Acts of kindness • The young venture capitalist clearly saw the benefit of working with other faiths.

After a suspicious fire in 1984 destroyed the beginnings of the Belmont chapel, eight churches offered to share their space. Instead of settling on one, Romney chose three — the Catholic Church, Plymouth Congregational Church and Armenian Protestant Church. After each weekly meeting, Romney insisted the Mormons stay behind to vacuum the floors, wash the chalkboards and pick up the chairs.

That requirement, Barlow recalls, taught the members, even affluent ones, to value other people's sacred spaces and to do seemingly menial labor.

Not long after Grant Bennett fell off a ladder and broke his foot while trying to dislodge a hornet's nest outside his second-story bedroom, Romney came to offer sympathy and show Bennett a smarter way to deal with the festering insects — from inside.

Before Doug Anderson had even finished getting family out of his burning house, Romney showed up with a brigade of neighbors to salvage beloved belongings from the remains.

Clayton Christensen, a Harvard business professor, and his wife, Christine, told The New York Times that at one time he felt overwhelmed by all that he was expected to do for the church. The couple had three young children, while he was expected to direct the area's missionary work and his wife was the president of the all-women Relief Society, offering weekly spiritual lessons and compassionate service.

One night Romney showed up unexpectedly.

"He said, 'I was just driving home from work,' " according to The Times, " 'and I had a feeling that I needed to stop by and tell you that God loves you.' "
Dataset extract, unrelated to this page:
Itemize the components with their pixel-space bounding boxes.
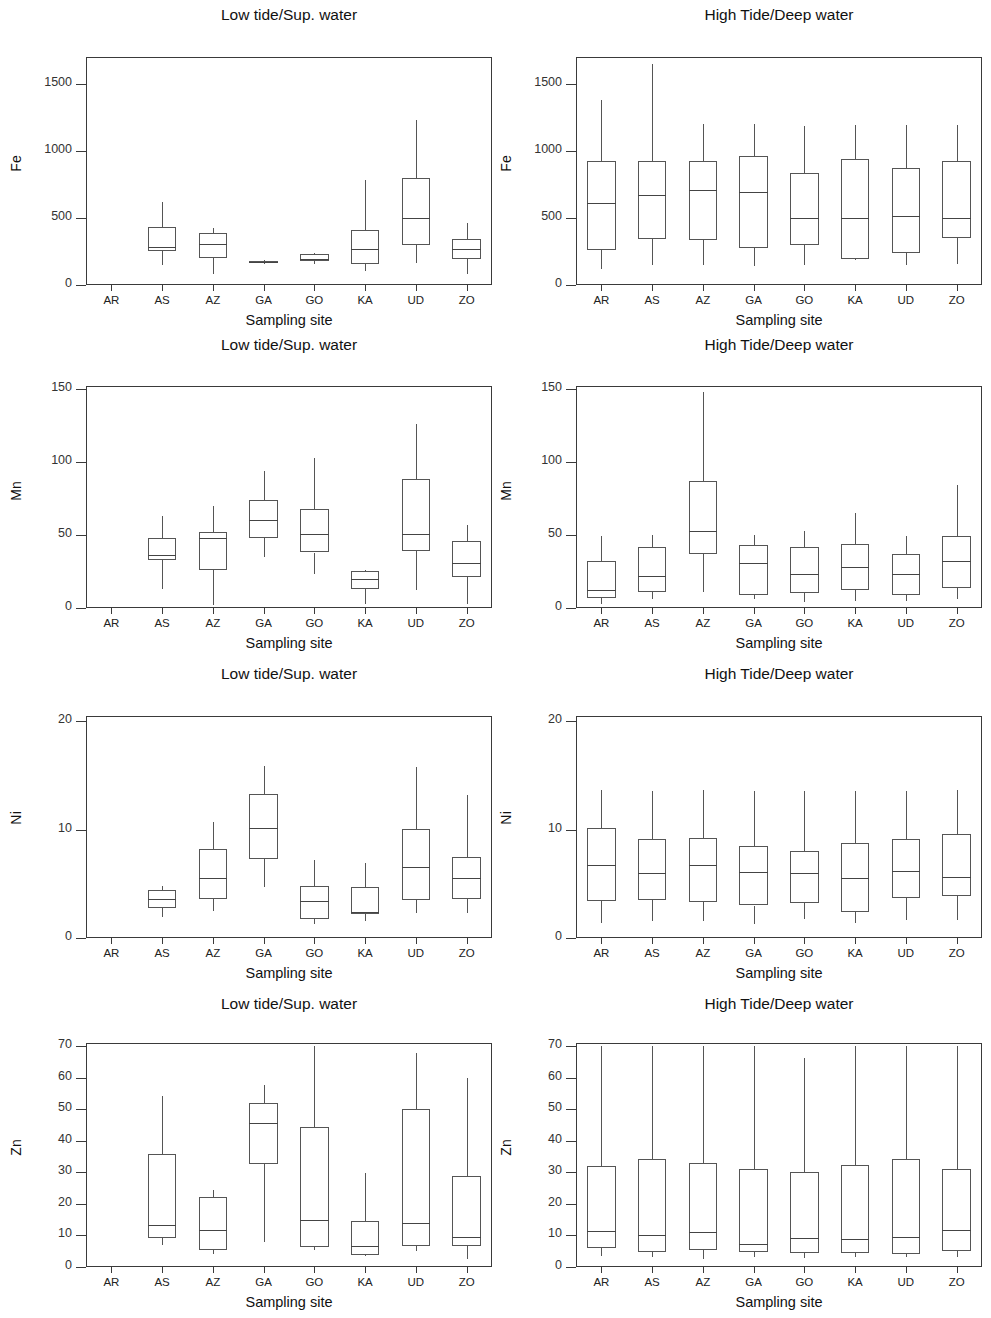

Christensen was so moved, the story reported, "that he wept."

Public image • Barlow does not support Romney's politics but believes his former bishop has been unfairly caricatured in the press.

"I do not believe his public demeanor is a false persona," Barlow says. "He has a certain elegance or formality about him even when he jokes around in private, even when I saw him theatrically and comically do his moon-walk, even in his swimming shorts while flipping burgers at his island retreat while hosting guests, even when in dirty Levi's while climbing a ladder to fix a ward member's leaky roof."
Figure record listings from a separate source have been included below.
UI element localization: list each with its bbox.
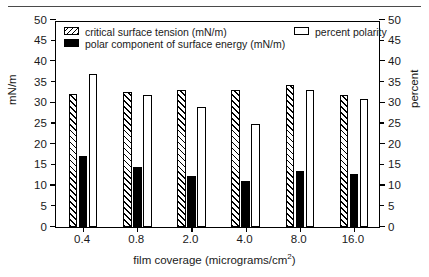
bar [360,99,369,227]
bar [197,107,206,227]
y-axis-left-tick [50,184,56,185]
y-axis-left-tick-label: 5 [41,201,48,213]
bar [231,90,240,227]
y-axis-right-tick-label: 15 [388,159,401,171]
bar [69,94,78,227]
y-axis-right-tick-label: 45 [388,35,401,47]
x-axis-tick [246,227,247,232]
y-axis-left-tick [50,60,56,61]
x-axis-tick [191,227,192,232]
x-axis-tick [354,227,355,232]
x-axis-title-main: film coverage (micrograms/cm [133,254,287,266]
y-axis-left-tick [50,143,56,144]
y-axis-right-tick [379,19,385,20]
legend-item-label: polar component of surface energy (mN/m) [85,38,285,50]
y-axis-left-tick [50,226,56,227]
x-axis-tick [300,227,301,232]
y-axis-right-title: percent [408,70,420,108]
x-axis-title: film coverage (micrograms/cm2) [0,252,429,266]
white-swatch-icon [294,27,309,35]
bar [177,90,186,227]
bar [306,90,315,227]
y-axis-left-tick-label: 20 [34,139,47,151]
x-axis-tick [83,227,84,232]
y-axis-right-tick-label: 30 [388,97,401,109]
bar [187,176,196,227]
bar [89,74,98,227]
bar [79,156,88,227]
y-axis-left-tick [51,164,56,165]
x-axis-tick-label: 16.0 [333,233,373,245]
y-axis-right-tick [379,102,385,103]
y-axis-right-tick [379,205,384,206]
y-axis-right-tick-label: 25 [388,118,401,130]
y-axis-left-tick [51,81,56,82]
y-axis-right-tick-label: 20 [388,139,401,151]
plot-area: 05101520253035404550 0510152025303540455… [55,21,380,228]
x-axis-tick-label: 8.0 [279,233,319,245]
y-axis-left-tick [51,205,56,206]
x-axis-title-tail: ) [292,254,296,266]
y-axis-right-tick-label: 50 [388,15,401,27]
y-axis-right-tick-label: 5 [388,201,395,213]
y-axis-left-tick-label: 35 [34,77,47,89]
legend-item-label: critical surface tension (mN/m) [85,26,227,38]
y-axis-right-tick [379,60,385,61]
bar [123,92,132,227]
y-axis-right-tick-label: 0 [388,222,395,234]
y-axis-left-title: mN/m [6,74,18,105]
black-swatch-icon [64,39,79,47]
y-axis-right-tick [379,40,384,41]
y-axis-right-tick-label: 35 [388,77,401,89]
bar [133,167,142,227]
y-axis-right-tick [379,184,385,185]
y-axis-left-tick [51,40,56,41]
bar [286,85,295,227]
y-axis-right-tick-label: 10 [388,180,401,192]
y-axis-right-tick [379,81,384,82]
y-axis-left-tick-label: 45 [34,35,47,47]
x-axis-tick-label: 0.8 [116,233,156,245]
y-axis-left-tick-label: 40 [34,56,47,68]
bar [350,174,359,227]
hatched-swatch-icon [64,27,79,35]
y-axis-right-tick [379,122,384,123]
chart-figure: mN/m percent film coverage (micrograms/c… [0,0,429,277]
y-axis-right-tick [379,143,385,144]
bar [241,181,250,227]
y-axis-left-tick [50,19,56,20]
y-axis-left-tick-label: 25 [34,118,47,130]
y-axis-right-tick-label: 40 [388,56,401,68]
y-axis-left-tick-label: 30 [34,97,47,109]
x-axis-tick-label: 2.0 [170,233,210,245]
x-axis-tick [137,227,138,232]
y-axis-right-tick [379,226,385,227]
y-axis-right-tick [379,164,384,165]
bar [143,95,152,227]
bar [340,95,349,227]
y-axis-left-tick-label: 10 [34,180,47,192]
x-axis-tick-label: 4.0 [225,233,265,245]
x-axis-tick-label: 0.4 [62,233,102,245]
y-axis-left-tick [50,102,56,103]
legend-item-label: percent polarity [315,26,387,38]
y-axis-left-tick-label: 15 [34,159,47,171]
bar [251,124,260,228]
bar [296,171,305,227]
top-rule-divider [8,6,421,7]
y-axis-left-tick [51,122,56,123]
y-axis-left-tick-label: 0 [41,222,48,234]
y-axis-left-tick-label: 50 [34,15,47,27]
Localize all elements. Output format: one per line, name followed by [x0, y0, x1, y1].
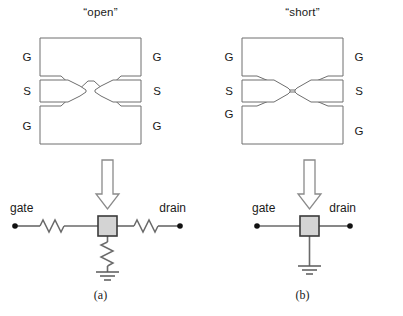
panel-title-short: “short”: [202, 6, 403, 18]
down-arrow-icon: [298, 160, 321, 209]
terminal-dot-gate: [254, 223, 260, 229]
pad-label-mid-right-S: S: [355, 85, 363, 97]
panel-title-open: “open”: [0, 6, 201, 18]
panel-caption-b: (b): [202, 288, 403, 303]
pad-label-mid-right-S: S: [153, 85, 161, 97]
panel-open: “open” G G S S G G: [0, 0, 201, 316]
pad-label-top-left-G: G: [23, 51, 32, 63]
panel-short: “short” G G S S G G: [202, 0, 403, 316]
terminal-label-drain: drain: [329, 201, 356, 215]
pad-label-bottom-right-G: G: [355, 125, 364, 137]
resistor-gate: [40, 220, 64, 232]
pad-label-bottom-left-G: G: [225, 108, 234, 120]
equivalent-circuit-open: gate drain: [0, 156, 201, 286]
terminal-dot-gate: [12, 223, 18, 229]
ground-icon-open: [96, 272, 119, 280]
pad-layout-open: G G S S G G: [0, 26, 201, 156]
terminal-dot-drain: [347, 223, 353, 229]
pad-label-bottom-right-G: G: [153, 120, 162, 132]
pad-label-mid-left-S: S: [225, 85, 233, 97]
equivalent-circuit-short: gate drain: [202, 156, 403, 286]
panel-caption-a: (a): [0, 288, 201, 303]
pad-label-top-left-G: G: [225, 51, 234, 63]
pad-layout-short: G G S S G G: [202, 26, 403, 156]
resistor-drain: [134, 220, 158, 232]
dut-box: [300, 216, 319, 236]
ground-icon-short: [298, 266, 321, 274]
gsg-probe-pad-open-short-figure: “open” G G S S G G: [0, 0, 403, 316]
resistor-shunt: [101, 242, 113, 266]
pad-label-mid-left-S: S: [23, 85, 31, 97]
pad-label-top-right-G: G: [153, 51, 162, 63]
terminal-label-gate: gate: [252, 201, 276, 215]
down-arrow-icon: [96, 160, 119, 209]
dut-box: [98, 216, 117, 236]
terminal-dot-drain: [177, 223, 183, 229]
pad-label-top-right-G: G: [355, 51, 364, 63]
terminal-label-drain: drain: [159, 201, 186, 215]
terminal-label-gate: gate: [10, 201, 34, 215]
pad-label-bottom-left-G: G: [23, 120, 32, 132]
Asking the candidate to "appear more informal is ironically asking him to become less authentic so that he can appear as more authentic," the USU historian says. "We ought to allow him to be who he is and make our judgment on that basis."

Tony Kimball, who served as executive secretary during Romney's stint as stake president, saw Romney as "very warm and outgoing." Although some Mormon feminists back then nicknamed Romney "the plastic man," that wasn't Kimball's experience.

The future politician "was not the least bit disconnected. He never was out of touch," Kimball writes in an email. "In our meetings, he was always jovial, and they were fun times."

Moreover, Kimball recalls, "the Mitt Romney of the late 1980s and early 1990s really was a moderate. Bain's policies were very progressive compared to most other finance firms. The hard-line profile he seems to be pushing is light-years away from where he was when he was [LDS] stake president."

In this current incarnation, Kimball says, "I have absolutely no clue who this guy is."

pstack@sltrib.comFacebook.com/religiongalTwitter: @religiongal —

Meeting with the Mormon prophet

Before his first presidential run, according to biographer Ronald Scott, Mitt Romney met with then-LDS Church President Gordon B. Hinckley.

The conversation eventually turned to whether a run for the presidency would be good for him and the church, reports Scott, author of Mitt Romney: An Inside Look at the Man and His Politics.

Romney left with the clear impression that the upbeat Mormon prophet was not worried one whit about the additional scrutiny a presidential campaign might focus on the faith and its teachings.

Scott says Hinckley was emphatic about steering wide of any and all partisan political involvements. "The choice to run or not must be yours and yours alone," he reportedly advised, firmly but kindly.

Source: Ronald Scott, author of Mitt Romney: An Inside Look at the Man and His Politics —

Editor's note

This is an updated version of a Salt Lake Tribune story that ran in January 2008.